Welcome

A daily record of what I'm thinking about what I'm reading

To read about movies and TV shows I'm watching, visit my other blog: Elliot's Watching

Monday, March 11, 2013

Reasons to read Rabelais (other than the chapter on defecation?))

It's at times very funny and generally easy to read, there are some really odd scenes and chapters that are no doubt unique in world literature (a four-page list of card games, virtually all of them apocryphal I think, and entire chapter devoted to discussions of various ways to wipe your ass); it has given us two adjectives, Rabelaisian and Gargantuan - and for all that what is Rabelais's Gargantua & Pantagruel really about? At the top level, it's a grand tall tale, a comically exaggerated account of a the birth and life of the giant Gargantua, which gives Rabelais the opportunity to exaggerate everything: Rabelais is never satisfied with one adjective, oath, or image but he piles them on in superabundance. It's also the most "earthy" book of its time and of any time, full of descriptions of farting and shitting and numerous other bodily functions. (Not surprising to learn that Rabelais was a doctor - the book is full of medical arcana as well.) But is there a reason to read this long novel other than as an entertainment? - yes, I think so: I do agree with the notation on the Penguin edition I'm reading that this is a cultural monument as well. Gargantua heads off to Paris with his tutors to undergo a liberal education - one of the first literary examples of humanism - but while he's study music and literature and mathematics and languages etc. he gets summoned by his father, a king or prince of sort, to fight in battle against some invading forces - one of those completely meaningless medieval skirmishes that is all about turf and territory. Father tries to negotiate a peace, unsuccessfully, and the giant Gargantua called in like a Scud missile - so what we are beginning to see unfold is the conflict between a world focused on the individual and on learning and accomplishment and a world built on hierarchy, strife, and control of territory.

No comments:

Post a Comment

Note: Only a member of this blog may post a comment.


◆ **EXERCISE**:
If a line in the data below contains "title", copy it.

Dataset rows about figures
━━━━━━━━

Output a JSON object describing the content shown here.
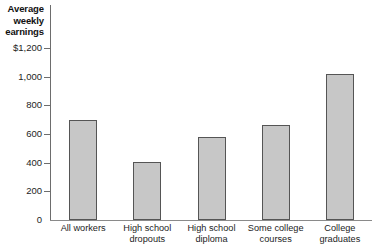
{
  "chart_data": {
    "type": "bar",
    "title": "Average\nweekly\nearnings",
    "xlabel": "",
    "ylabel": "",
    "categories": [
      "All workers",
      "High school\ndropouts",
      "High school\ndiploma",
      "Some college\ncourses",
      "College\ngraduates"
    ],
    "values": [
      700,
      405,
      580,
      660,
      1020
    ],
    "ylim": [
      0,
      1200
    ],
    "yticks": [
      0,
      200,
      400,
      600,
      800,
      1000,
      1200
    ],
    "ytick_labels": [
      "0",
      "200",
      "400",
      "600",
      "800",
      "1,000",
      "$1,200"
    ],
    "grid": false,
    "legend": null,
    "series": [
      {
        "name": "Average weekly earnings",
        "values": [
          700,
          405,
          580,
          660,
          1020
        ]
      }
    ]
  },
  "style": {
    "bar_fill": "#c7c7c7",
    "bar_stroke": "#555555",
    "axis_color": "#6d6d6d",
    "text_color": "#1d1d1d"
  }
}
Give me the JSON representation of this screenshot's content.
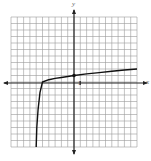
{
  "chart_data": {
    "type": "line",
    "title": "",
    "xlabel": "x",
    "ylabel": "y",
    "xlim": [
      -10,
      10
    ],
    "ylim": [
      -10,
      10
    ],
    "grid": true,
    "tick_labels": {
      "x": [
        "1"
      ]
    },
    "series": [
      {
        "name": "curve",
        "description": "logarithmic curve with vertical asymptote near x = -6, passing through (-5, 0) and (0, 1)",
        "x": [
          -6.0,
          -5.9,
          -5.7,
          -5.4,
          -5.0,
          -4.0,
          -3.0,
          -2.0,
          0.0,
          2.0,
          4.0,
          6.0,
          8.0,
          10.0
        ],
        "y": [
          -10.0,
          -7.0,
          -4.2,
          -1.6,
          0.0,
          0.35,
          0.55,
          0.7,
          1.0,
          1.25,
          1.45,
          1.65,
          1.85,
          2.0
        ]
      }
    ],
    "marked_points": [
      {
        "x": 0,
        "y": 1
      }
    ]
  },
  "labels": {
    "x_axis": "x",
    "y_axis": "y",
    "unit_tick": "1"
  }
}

━━━━━━━━

◆ **OUTPUT OF THE TASK**:
    "title": "Average\nweekly\nearnings",
    "title": "",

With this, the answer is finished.